Mak was there often, visiting with Basil and mostly ignoring Rhett, which was as it should be. She quickly hardened back into her old prickly self, losing the cuddly nature that had overcome her when Basil turned up alive. Sometimes they nagged at each other, but it was usually in fun, and Rhett loved to listen to them. If the mood was just right, it really was like being in the room with his parents again.
Not long after they’d first been brought down to the medical bay, Basil had told them the story of how he’d survived the psychon and the drop into the bay.
“The bastard broke my fall,” he said. “We hit the water and it might as well have been a brick wall. If my scythes didn’t kill the damn thing, the hit from that water sure bloody did. And I still managed to break my leg.”
Then it was just a matter of getting back to shore, he told them. He had sunk with the psychon, trying to free his blades in case there were more that might come after him but only managed to get the one.
“I took it and doggy-paddled my way to one of the beaches. It was pathetic. After that, I had to limp through half the city to find a door that would get me back aboard the ship.”
Basil told the story with the same cocky air of indifference with which he told pretty much any story about himself. But Rhett sensed an underlying tone, something in the neighborhood of uneasiness. Basil had been afraid. Maybe as much for himself as he had been for Mak. It had certainly been a close call. And if Rhett understood anything about what Captain Trier had told him, about the existence of a syllektor after the destruction of their heart, it was that “ghosting out” was the worst possible thing that could happen. An eternity surrounded by memories
that you can’t touch, can’t feel, can’t enjoy, haunting the hollow shell of your lost life. It was worse than a horror story. Because it could happen for real.
At night Rhett and Basil would alternate between playing chess and playing Scrabble. Theo tried to play (according to Basil, Theo was actually a fantastic chess player), but his hands and face were too bandaged up.

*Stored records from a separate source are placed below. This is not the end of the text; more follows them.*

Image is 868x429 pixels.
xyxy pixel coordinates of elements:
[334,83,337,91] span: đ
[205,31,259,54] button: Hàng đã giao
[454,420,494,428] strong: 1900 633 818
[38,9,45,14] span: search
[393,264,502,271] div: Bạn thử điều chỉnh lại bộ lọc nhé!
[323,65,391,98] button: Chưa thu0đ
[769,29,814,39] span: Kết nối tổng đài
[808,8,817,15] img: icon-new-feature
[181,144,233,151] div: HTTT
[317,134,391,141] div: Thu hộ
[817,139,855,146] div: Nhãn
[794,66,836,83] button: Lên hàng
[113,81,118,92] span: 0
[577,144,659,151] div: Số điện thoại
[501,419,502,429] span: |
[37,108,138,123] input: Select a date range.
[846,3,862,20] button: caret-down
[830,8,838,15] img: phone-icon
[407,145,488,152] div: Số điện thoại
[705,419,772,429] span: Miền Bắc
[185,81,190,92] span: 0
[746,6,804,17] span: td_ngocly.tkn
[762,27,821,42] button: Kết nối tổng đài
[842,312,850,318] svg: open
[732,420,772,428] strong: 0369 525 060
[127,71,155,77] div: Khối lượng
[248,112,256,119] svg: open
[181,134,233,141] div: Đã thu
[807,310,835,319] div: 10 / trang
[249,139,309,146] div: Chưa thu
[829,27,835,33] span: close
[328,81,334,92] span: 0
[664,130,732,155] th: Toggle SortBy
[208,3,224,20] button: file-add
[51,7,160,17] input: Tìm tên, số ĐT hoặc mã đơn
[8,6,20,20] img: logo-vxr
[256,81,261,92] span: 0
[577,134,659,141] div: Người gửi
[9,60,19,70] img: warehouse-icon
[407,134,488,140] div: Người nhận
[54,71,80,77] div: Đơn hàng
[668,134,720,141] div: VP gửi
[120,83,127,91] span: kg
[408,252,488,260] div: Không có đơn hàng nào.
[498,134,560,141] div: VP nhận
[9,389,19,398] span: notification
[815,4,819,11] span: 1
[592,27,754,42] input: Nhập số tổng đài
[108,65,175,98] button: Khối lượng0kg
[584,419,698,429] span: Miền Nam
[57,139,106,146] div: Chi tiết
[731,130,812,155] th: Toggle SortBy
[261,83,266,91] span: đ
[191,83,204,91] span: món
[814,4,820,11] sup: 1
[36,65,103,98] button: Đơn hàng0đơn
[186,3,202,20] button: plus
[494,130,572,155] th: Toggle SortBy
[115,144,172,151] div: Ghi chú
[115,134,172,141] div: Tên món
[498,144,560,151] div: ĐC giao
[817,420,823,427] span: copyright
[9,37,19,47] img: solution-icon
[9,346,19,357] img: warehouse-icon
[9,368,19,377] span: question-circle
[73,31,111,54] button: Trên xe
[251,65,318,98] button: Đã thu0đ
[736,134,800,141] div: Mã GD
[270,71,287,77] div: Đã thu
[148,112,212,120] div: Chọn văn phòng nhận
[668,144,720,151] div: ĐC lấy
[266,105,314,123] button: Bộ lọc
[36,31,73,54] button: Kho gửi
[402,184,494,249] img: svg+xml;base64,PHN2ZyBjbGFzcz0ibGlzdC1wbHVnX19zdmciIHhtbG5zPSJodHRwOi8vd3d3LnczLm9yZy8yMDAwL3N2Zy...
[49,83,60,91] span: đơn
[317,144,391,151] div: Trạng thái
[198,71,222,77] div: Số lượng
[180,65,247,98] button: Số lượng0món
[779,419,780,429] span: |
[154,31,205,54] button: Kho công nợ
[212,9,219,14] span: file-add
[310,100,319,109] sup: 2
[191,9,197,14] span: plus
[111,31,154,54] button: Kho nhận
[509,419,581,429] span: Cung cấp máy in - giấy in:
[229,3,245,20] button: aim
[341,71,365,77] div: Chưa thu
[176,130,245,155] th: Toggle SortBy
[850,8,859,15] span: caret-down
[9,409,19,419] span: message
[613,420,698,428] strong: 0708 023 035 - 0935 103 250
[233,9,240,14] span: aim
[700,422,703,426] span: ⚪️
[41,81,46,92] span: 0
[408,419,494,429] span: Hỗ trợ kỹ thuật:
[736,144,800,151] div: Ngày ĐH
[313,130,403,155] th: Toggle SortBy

He was content to just sit and watch, though, usually falling asleep halfway through a game.
Chess had been Basil’s game of choice. “Back when I was a young little mouthbreather,” he said, “I’d play with my sister on a set that we made out of an old crate and some bottlecaps.” Scrabble had been a staple in the Snyder household while Rhett and his parents were alive. His parents even began implementing “Tequila Scrabble” on Saturday nights. Sometimes they’d even let Rhett join in … but with club soda instead of tequila.
Over those games, Rhett told Basil and Theo about his parents, about the accident, about how guilty he felt for causing it. About how he sometimes hated himself, both for the accident and for the guilt, not knowing which was the right way to feel.

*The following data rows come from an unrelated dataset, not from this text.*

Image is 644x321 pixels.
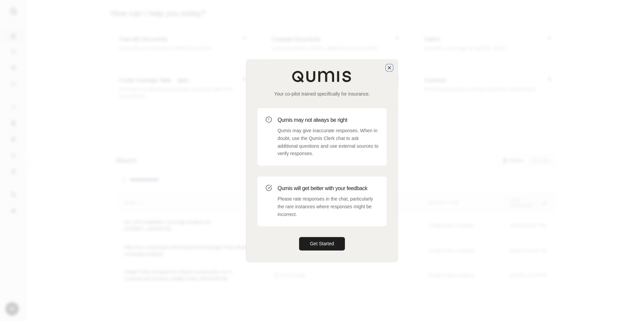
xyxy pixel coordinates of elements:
[258,91,387,97] p: Your co-pilot trained specifically for insurance.
[277,116,379,124] h3: Qumis may not always be right
[299,237,345,251] button: Get Started
[277,127,379,158] p: Qumis may give inaccurate responses. When in doubt, use the Qumis Clerk chat to ask additional qu...
[277,185,379,192] h3: Qumis will get better with your feedback
[292,70,352,82] img: Qumis Logo
[277,195,379,218] p: Please rate responses in the chat, particularly the rare instances where responses might be incor...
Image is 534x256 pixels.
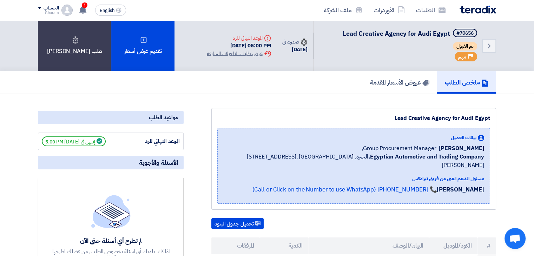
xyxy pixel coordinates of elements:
span: الأسئلة والأجوبة [139,159,178,167]
span: English [100,8,114,13]
div: لم تطرح أي أسئلة حتى الآن [51,237,171,245]
div: الحساب [44,5,59,11]
a: ملخص الطلب [437,71,496,94]
div: مواعيد الطلب [38,111,184,124]
div: تقديم عرض أسعار [111,20,174,71]
div: عرض طلبات التاجيلات السابقه [207,50,271,57]
a: ملف الشركة [318,2,368,18]
div: [DATE] 05:00 PM [207,42,271,50]
span: تم القبول [453,42,477,51]
th: المرفقات [211,238,260,254]
span: Lead Creative Agency for Audi Egypt [343,29,450,38]
img: Teradix logo [459,6,496,14]
a: عروض الأسعار المقدمة [362,71,437,94]
th: # [477,238,496,254]
h5: عروض الأسعار المقدمة [370,78,429,86]
a: الطلبات [410,2,451,18]
th: الكمية [260,238,308,254]
h5: Lead Creative Agency for Audi Egypt [343,29,478,39]
span: بيانات العميل [451,134,476,141]
span: الجيزة, [GEOGRAPHIC_DATA] ,[STREET_ADDRESS][PERSON_NAME] [223,153,484,170]
span: Group Procurement Manager, [361,144,436,153]
div: Lead Creative Agency for Audi Egypt [217,114,490,122]
div: [DATE] [282,46,307,54]
b: Egyptian Automotive and Trading Company, [368,153,484,161]
th: الكود/الموديل [429,238,477,254]
a: الأوردرات [368,2,410,18]
img: empty_state_list.svg [91,195,131,228]
span: [PERSON_NAME] [439,144,484,153]
button: تحميل جدول البنود [211,218,264,230]
h5: ملخص الطلب [445,78,488,86]
button: English [95,5,126,16]
div: صدرت في [282,38,307,46]
a: 📞 [PHONE_NUMBER] (Call or Click on the Number to use WhatsApp) [252,185,437,194]
div: #70656 [456,31,473,36]
th: البيان/الوصف [308,238,429,254]
strong: [PERSON_NAME] [437,185,484,194]
img: profile_test.png [61,5,73,16]
span: 1 [82,2,87,8]
a: Open chat [504,228,525,249]
div: الموعد النهائي للرد [207,34,271,42]
span: مهم [458,54,466,60]
div: الموعد النهائي للرد [127,138,180,146]
div: مسئول الدعم الفني من فريق تيرادكس [223,175,484,182]
span: إنتهي في [DATE] 5:00 PM [42,137,106,146]
div: طلب [PERSON_NAME] [38,20,111,71]
div: Gharam [38,11,59,15]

Basil nodded. “The hating yourself part is the hardest thing to get over, isn’t it?” he said. “You just feel like you could have been so much better. Ha-ha! Triple Word Score!” And he went on as if he hadn’t said anything at all.
* * *
One night Mak poked her head through the door, eyebrows raised in question. She found Rhett and held his gaze.
“Basil’s asleep,” Rhett said quietly. “Although what we’re listening to is either his snoring or the mating call of a hippopotamus. It’s hard to tell the difference.”
She stepped into the room with a tiny smile on her face, and Rhett felt a little firework of pride go off inside him—it wasn’t often that he got a smile out of any of them.